Grace winked at Emery and swiveled her way toward the door, her exaggerated hip swing holding his lusting eyes long enough for Runyan to disappear through the trap in the elevator ceiling. As the door closed behind Grace, Emery wiped the sheen of sweat from his forehead and whirled belatedly to check the monitors. Everything was serene, nothing moving anywhere.
Standing on the roof of the elevator cage, Runyan took a pair of odd-looking clamplike things called Jumar ascenders from his black nylon stuff bag and fitted them to the cable about eighteen inches apart. They had rope slings that hung about three feet below them. The clock was really running now. Runyan put his feet in the slings and, stuff bag clipped to his belt, began walking himself up the cable.
Under the street two blocks away. Taps Turner was moving cautiously along one of the utility access tunnels by the light of a tiny powerful halogen-bulb flashlight. He set down his electrician’s kit in front of a switch box bolted to one wall and used his pry bar to break the padlock hasp. Inside the hinged cover were rows of engaged knife switches. He began to compare the interior layout of the box with a wiring diagram, humming a Lionel Richie love ballad softly under his breath.
Louise drove the Cougar while, beside her, Grace wiped the makeup off her face with a wad of Kleenex. Both women were laughing at her tale of Emery’s wandering eyes and bulging pants.
In the elevator shaft, Runyan grunted his way upward. The air was close and smelled of hot metal and lubricating oil. Runyan’s movements were crisp, executed without hesitation. He had to be exact because he had no “protection” in place — he was working without a safety line. The strength of his grip on the Jumars and the sureness of his feet in the slings were his only insurance against falling as he practiced this mild form of... what? Masochism? Maybe self-abuse. His body was sure feeling abused as he used the Jumars to climb the cable.
Endlessly.
He rested a moment, panting, tipped his head back to look up into the dimness of the shaft. The big wheels over which the cables ran still seemed a long way up.
He went into the fugue state he had perfected while practicing gymnastics at Q, trying to pass the endless hours of confinement. One of the prison survival skills you never heard about was infinite patience. He had learned it.
What was Louise doing right now? He checked his watch. Still driving around; she wouldn’t park the car near the other condo’s underground-garage entrance until about five minutes before he was scheduled to be coming out.
He shoved a Jumar up the cable, and it rapped against the rim of the grooved wheel over which the cable passed.
He’d made it!
Runyan grabbed the nearest spoke of the wheel, made sure of his grip, then carefully disengaged his feet from the Jumar slings to swing his legs up and hook them around the wheel rim.
Hanging backward under it like a sloth under a branch, he removed the Jumars from the cable with his free hand, clipped them to carabiners threaded on his belt.
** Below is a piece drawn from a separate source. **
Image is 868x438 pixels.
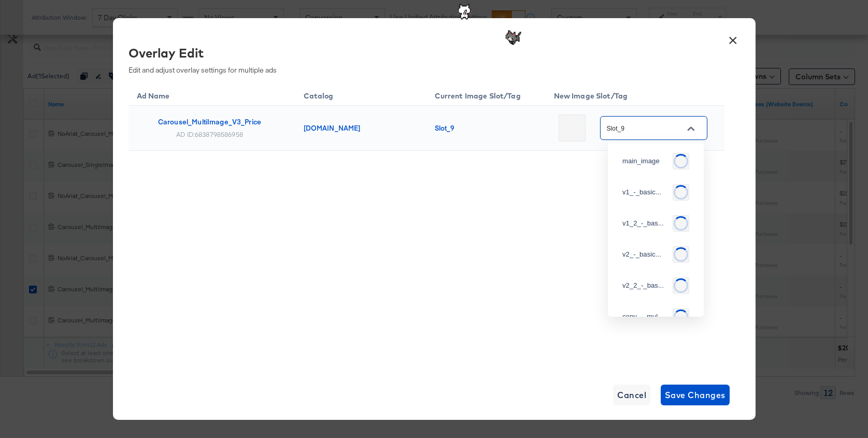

Then he merely climbed the spokes of the massive wheel so he could step onto the metal grid-work service platform.
The housing door, as on the diagram he had studied, opened out onto the blacktopped roof of the building. He stopped for a few moments, massaging tautness from his arms while gulping fresh night air. Still on time, he negotiated the mini-obstacle course of capped chimneys and vents toward the edge of the building that faced the twin high rise a hundred feet away.
On the inside of the four-foot-high concrete parapet was a sign held to the wall with cement screws: DANGER — HIGH TENSION. He bent across the top of the low wall to look down.
Bingo. A very thick black power cable ran along the outside of the building five feet below, did a right angle through a terminal box, and stretched away into the darkness toward Brother Blood’s building. Right where it was supposed to be.
Runyan checked his watch again, unclipped the stuff bag from his belt, set it on the roof, and took out one of the climbers’ lights known as break-’em-shake-’ems. He bent it into a horseshoe around his neck; it glowed with a soft cool green light like Darth Vader’s sword. Break-’em-shake-’ems left the hands free, a vital factor in rock climbing.